Cameron's Coming EU Crisis

Written by Jeff Cimbalo on Wednesday August 18, 2010

The biggest event in Cameron’s first 100 days has been the PM's silence over a proposed European Union move to begin directly taxing the British people.

Today, David Cameron’s coalition government reached its first 100 days in power. FrumForum is marking the day with an online symposium.  We asked our contributors: can anything “new” in Cameron’s conservatism survive this fiscal crisis? Click here to read more responses.


The biggest event in David Cameron’s first 100 days? Something Cameron failed to do. The European Union is asserting a new right to tax British subjects, a constitutional revolution. The new British prime minister has said – nothing.

The Union already gets money directly from Britons through the value-added tax. Since the 1970s, a percentage of British VAT collections has been forwarded to Brussels. Great Britain is the second-largest contributor to the Union’s operations, which total over 100 billion euros annually.

It is the Commission’s deep and longstanding hope to get down to the business of directly taxing the people of member states.  There is scant treaty language to authorize such a move, but that has not and likely will not be a factor in how the Commission proceeds.

Last week, the EU Budget Commissioner, Janusz Lewandowski announced that a broad range of Union-wide taxes on bank transactions, energy, and air travel are being considered.  The Daily Mail reported that he planned on meeting with Chancellor of the Exchequer George Osborne soon to get his support.  This would be in addition to the VAT increase scheduled to hit Great Britain next year.

This prospective arrangement with the Union violates the longstanding constitutional settlement in Britain. When Prime Minister William Pitt stated, 200 years ago that “taxes are a voluntary gift and grant of the Commons alone,” he meant it to pertain solely to the British Crown.   No alternative settlement in Britain has allowed for the Commons to make voluntary gifts on behalf of the people to any other power.  The Union’s new tax plans portend a sea change in the relationship between a Briton and Parliament as great as President Obama’s health care law promises to wreak on that between every American and its federal government. Brussels does not care about Britain’s constitutional niceties; it remains to be seen whether Britons do.

This is Cameron’s dilemma as these taxation proposals progress, as they will:  should he finally put to the British people a Brussels taxation power over them, they will very likely refuse, which will cause a crisis of prestige for Cameron in Brussels and a showdown between Britain and the Union over their continued membership. The only way such a crisis can be deferred is for Cameron to state at once that a referendum will ensue over all Great Britain as to popular assent to any expansion of taxation authority by Brussels over Britons, whether or not that tax is laundered through Parliament to seem more British-born. Each day Cameron is silent makes his constitutional crisis, or worse, Britain’s constitutional abrogation, more likely.  We are now at 100 days.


Please copy each line of the records below that holds the word "Adam".

[Dataset entries]
□ □ □ □ □ □ □

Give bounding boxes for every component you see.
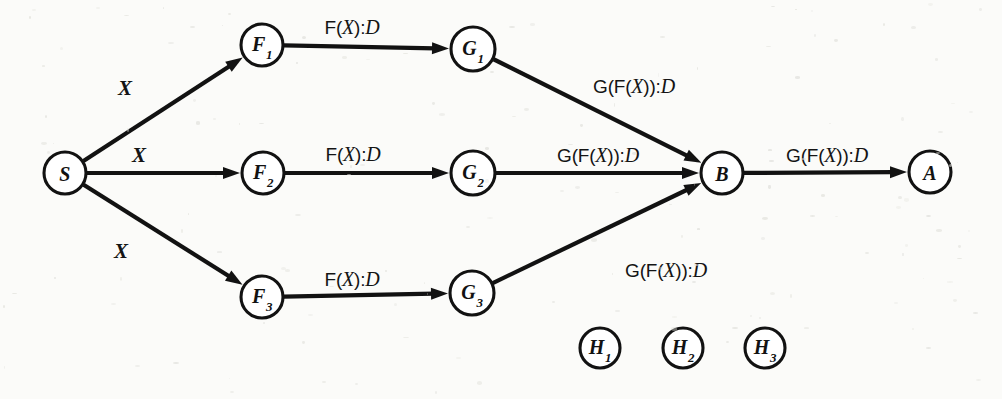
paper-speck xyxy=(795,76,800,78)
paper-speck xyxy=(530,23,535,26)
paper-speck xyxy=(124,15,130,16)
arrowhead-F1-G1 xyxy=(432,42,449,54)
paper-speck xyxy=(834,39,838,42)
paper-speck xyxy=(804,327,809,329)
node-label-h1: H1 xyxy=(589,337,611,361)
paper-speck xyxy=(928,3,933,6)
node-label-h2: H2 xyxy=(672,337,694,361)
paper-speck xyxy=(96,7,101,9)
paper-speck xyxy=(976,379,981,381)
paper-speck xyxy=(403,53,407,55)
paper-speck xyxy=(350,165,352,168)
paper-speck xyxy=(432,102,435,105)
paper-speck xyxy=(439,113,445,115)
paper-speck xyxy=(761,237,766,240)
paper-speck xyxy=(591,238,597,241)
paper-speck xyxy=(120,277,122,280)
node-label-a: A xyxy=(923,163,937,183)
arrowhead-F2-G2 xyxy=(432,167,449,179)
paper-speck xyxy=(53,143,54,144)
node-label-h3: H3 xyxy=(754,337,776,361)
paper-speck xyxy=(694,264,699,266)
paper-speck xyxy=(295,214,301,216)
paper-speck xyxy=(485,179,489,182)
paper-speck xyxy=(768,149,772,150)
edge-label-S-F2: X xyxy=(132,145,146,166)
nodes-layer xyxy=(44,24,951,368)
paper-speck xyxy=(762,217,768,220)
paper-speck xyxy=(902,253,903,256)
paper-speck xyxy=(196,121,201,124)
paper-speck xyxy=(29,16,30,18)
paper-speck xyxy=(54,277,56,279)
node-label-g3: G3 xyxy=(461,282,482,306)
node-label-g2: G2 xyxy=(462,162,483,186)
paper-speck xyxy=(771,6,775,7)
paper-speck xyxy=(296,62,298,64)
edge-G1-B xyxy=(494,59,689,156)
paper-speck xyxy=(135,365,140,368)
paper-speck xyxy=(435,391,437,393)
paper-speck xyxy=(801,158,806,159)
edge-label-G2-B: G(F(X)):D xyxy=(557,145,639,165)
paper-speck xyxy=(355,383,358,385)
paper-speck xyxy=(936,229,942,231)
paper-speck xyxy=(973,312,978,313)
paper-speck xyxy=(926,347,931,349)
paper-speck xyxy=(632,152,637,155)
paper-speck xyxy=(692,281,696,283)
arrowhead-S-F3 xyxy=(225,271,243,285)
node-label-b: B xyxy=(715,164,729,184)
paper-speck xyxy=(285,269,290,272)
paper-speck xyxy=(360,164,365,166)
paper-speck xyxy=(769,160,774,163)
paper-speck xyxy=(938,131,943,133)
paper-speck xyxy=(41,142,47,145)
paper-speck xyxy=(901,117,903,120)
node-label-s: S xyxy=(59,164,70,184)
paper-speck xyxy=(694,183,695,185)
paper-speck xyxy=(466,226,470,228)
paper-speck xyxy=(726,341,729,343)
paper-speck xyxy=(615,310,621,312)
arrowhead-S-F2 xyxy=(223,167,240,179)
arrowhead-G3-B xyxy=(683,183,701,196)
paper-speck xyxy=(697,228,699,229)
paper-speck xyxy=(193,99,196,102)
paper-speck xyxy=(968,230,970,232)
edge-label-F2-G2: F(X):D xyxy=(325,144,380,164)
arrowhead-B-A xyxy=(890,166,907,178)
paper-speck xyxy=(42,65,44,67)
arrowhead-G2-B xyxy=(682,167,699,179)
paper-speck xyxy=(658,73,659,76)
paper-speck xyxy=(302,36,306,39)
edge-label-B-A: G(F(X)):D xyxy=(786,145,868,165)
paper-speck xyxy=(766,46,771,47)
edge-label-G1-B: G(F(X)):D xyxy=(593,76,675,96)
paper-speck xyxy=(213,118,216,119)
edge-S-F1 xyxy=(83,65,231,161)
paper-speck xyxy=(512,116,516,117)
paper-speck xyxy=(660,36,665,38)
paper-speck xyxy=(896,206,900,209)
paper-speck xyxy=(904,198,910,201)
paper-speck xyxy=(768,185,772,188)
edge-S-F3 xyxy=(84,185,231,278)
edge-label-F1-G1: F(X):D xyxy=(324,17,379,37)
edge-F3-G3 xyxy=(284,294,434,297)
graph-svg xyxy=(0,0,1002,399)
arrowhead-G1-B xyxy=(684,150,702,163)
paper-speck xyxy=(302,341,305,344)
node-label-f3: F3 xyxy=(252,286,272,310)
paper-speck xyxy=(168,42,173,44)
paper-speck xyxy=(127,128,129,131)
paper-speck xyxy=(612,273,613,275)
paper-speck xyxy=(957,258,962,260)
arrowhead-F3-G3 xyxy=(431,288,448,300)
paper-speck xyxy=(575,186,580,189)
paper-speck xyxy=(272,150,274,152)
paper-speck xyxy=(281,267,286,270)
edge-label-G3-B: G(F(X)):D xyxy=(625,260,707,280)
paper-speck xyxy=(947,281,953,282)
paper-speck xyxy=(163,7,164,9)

□ □ □ □ □ □ □

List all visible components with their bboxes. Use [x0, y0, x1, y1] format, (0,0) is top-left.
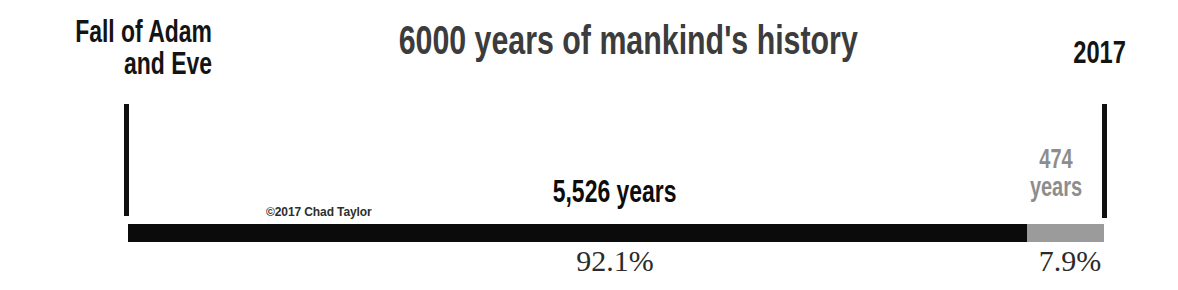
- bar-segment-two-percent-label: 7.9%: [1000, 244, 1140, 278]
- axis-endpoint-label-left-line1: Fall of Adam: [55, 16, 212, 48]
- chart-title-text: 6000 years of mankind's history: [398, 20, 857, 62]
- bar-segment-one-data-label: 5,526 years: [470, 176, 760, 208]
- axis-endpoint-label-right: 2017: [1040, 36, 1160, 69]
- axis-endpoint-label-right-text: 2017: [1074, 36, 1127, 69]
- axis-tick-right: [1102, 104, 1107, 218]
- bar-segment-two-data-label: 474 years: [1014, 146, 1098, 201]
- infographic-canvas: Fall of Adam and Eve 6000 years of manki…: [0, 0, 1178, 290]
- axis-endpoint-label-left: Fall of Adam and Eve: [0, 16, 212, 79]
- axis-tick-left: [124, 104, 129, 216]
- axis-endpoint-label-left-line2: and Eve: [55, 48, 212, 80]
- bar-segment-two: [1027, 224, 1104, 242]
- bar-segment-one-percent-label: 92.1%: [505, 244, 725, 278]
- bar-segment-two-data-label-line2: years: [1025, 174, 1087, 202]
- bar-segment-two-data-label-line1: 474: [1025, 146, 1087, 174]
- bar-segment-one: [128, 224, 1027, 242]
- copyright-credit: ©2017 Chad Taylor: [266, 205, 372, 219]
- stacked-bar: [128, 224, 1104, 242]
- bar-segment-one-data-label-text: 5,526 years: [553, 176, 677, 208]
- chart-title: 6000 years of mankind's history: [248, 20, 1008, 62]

□ □ □ □ □ □ □

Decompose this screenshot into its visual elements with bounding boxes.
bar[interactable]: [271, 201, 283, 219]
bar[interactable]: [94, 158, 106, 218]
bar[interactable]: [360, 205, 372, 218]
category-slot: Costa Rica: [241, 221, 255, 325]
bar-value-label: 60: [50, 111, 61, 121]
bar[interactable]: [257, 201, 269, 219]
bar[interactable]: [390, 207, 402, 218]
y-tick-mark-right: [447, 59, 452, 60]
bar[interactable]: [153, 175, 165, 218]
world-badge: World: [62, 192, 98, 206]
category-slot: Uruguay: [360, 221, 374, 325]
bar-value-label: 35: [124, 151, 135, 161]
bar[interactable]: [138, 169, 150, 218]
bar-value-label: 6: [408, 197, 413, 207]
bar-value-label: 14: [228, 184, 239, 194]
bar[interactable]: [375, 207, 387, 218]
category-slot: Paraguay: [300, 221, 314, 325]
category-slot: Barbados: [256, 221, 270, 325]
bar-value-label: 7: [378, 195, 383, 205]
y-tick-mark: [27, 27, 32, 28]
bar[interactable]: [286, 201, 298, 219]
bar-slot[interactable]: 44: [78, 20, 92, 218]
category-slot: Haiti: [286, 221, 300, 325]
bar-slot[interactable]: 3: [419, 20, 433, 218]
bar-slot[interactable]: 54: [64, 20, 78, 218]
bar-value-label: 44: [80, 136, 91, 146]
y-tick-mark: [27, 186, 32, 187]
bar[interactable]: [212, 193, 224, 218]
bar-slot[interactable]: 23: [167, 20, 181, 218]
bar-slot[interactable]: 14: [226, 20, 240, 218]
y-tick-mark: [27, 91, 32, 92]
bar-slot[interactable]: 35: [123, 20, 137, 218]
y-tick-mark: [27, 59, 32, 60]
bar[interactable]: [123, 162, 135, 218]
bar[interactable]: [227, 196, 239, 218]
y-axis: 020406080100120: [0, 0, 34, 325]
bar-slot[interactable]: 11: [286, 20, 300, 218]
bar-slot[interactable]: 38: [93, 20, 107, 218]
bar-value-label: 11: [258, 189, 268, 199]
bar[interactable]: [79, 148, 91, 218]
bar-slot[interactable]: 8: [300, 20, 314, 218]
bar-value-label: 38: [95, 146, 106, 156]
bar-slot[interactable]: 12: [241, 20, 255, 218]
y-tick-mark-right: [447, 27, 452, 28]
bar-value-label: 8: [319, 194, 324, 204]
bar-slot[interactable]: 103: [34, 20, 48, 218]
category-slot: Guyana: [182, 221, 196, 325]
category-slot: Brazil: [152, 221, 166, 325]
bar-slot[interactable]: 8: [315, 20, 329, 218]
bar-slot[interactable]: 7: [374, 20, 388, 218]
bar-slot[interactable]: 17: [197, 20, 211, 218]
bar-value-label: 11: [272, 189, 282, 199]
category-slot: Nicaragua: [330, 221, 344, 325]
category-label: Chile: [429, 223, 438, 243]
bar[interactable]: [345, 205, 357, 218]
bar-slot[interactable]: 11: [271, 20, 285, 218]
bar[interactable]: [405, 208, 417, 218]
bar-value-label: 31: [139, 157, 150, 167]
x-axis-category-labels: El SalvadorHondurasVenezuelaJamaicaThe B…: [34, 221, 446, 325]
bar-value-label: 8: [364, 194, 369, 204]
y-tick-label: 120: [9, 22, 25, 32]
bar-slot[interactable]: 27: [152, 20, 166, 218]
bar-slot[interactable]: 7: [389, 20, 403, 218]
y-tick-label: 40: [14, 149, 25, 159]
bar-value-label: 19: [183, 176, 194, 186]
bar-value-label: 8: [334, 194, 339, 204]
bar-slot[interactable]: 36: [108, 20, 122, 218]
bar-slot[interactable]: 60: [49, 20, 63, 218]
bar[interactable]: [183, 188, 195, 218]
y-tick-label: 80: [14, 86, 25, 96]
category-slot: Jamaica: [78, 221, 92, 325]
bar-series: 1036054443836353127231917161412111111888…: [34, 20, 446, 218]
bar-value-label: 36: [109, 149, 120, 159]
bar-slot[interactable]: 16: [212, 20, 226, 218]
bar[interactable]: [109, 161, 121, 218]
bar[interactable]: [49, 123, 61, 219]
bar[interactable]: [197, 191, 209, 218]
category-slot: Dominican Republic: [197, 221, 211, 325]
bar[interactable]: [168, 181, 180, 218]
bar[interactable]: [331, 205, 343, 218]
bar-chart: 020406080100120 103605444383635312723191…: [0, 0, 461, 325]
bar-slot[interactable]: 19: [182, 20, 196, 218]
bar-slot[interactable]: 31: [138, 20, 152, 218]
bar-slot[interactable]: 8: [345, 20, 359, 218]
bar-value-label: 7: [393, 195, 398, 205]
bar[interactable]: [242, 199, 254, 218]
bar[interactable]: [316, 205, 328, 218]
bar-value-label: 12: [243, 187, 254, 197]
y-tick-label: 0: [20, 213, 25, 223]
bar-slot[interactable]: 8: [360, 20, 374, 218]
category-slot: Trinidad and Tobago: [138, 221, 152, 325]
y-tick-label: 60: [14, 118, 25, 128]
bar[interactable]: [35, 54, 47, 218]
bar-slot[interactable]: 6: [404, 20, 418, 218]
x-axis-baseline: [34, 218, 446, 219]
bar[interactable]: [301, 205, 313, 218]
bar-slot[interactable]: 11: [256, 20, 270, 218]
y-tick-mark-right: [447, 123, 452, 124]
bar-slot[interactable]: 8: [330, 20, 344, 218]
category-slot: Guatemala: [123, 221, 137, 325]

□ □ □ □ □ □ □

# [WRITTEN ANSWER]
- axis-endpoint-label-left-line1: Fall of Adam: [55, 16, 212, 48]
- infographic-canvas: Fall of Adam and Eve 6000 years of manki…: [0, 0, 1178, 290]
- axis-endpoint-label-left: Fall of Adam and Eve: [0, 16, 212, 79]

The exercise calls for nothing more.